I might be biased, but I think the Iraq essay is one of the best in the book. Partly this is because the essay is timely. By offering a snapshot of that troubled country just after Saddam booted out the U.N. weapons inspectors, Ausherman gives us an insight into the roots of our current debacle.

His account of his horrific honeymoon in Venezuela is entertaining in a completely different way. In between offering impressions of the country's politics, he describes a vacation gone amusingly awry as both he and his new wife get eaten alive by mysterious bugs and have a tough time mustering the energy for romance.

Some of the most fascinating parts of the book feature Ausherman's musings on being an outsider in a foreign land. In one nicely ironic passage, he attends a party in Vietnam thrown by an old college buddy of his named An.

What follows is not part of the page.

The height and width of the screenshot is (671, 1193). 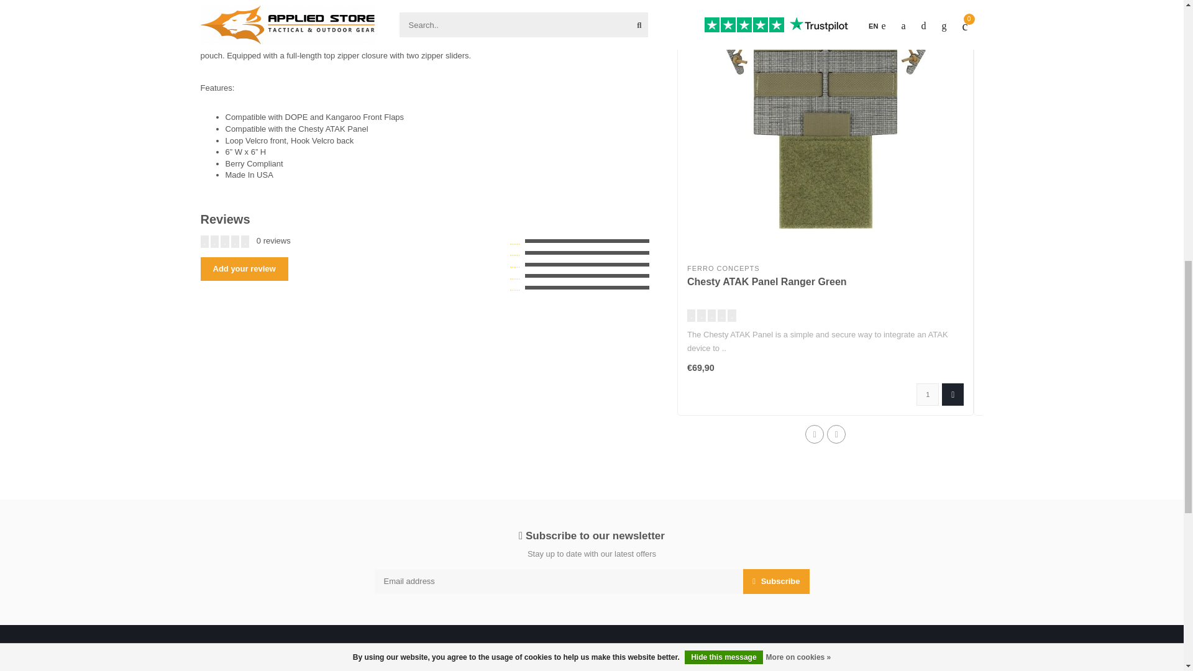 What do you see at coordinates (927, 394) in the screenshot?
I see `1` at bounding box center [927, 394].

“An has always had a knack for surrounding himself with an international coterie,” Ausherman writes. “Hindi, German and Japanese were primary languages at his parties back in Chapel Hill. Sometimes it made me wonder why he always invited me. I'm reminded of that feeling (now).”

It's a nice moment. Despite his global travels, Ausherman is a true American at heart, unable to completely accept that in a foreign country he's as “international” as any Hindu or German.

The book isn't without flaws. There are more typos in Restless Tribes than you'd find in a book printed by a commercial publisher. Also, in weaker moments, Ausherman sounds like a friend rambling out an overly long account of his vacation. You know the experience was probably exciting for the friend, but it's like hearing about someone else's dream—it just doesn't quite translate.

Thankfully, there aren't many moments like these. Like I said, Ausherman is a very good writer. In Restless Tribes, he succeeds in conveying the world-weary joys of escaping the stifling comforts of home.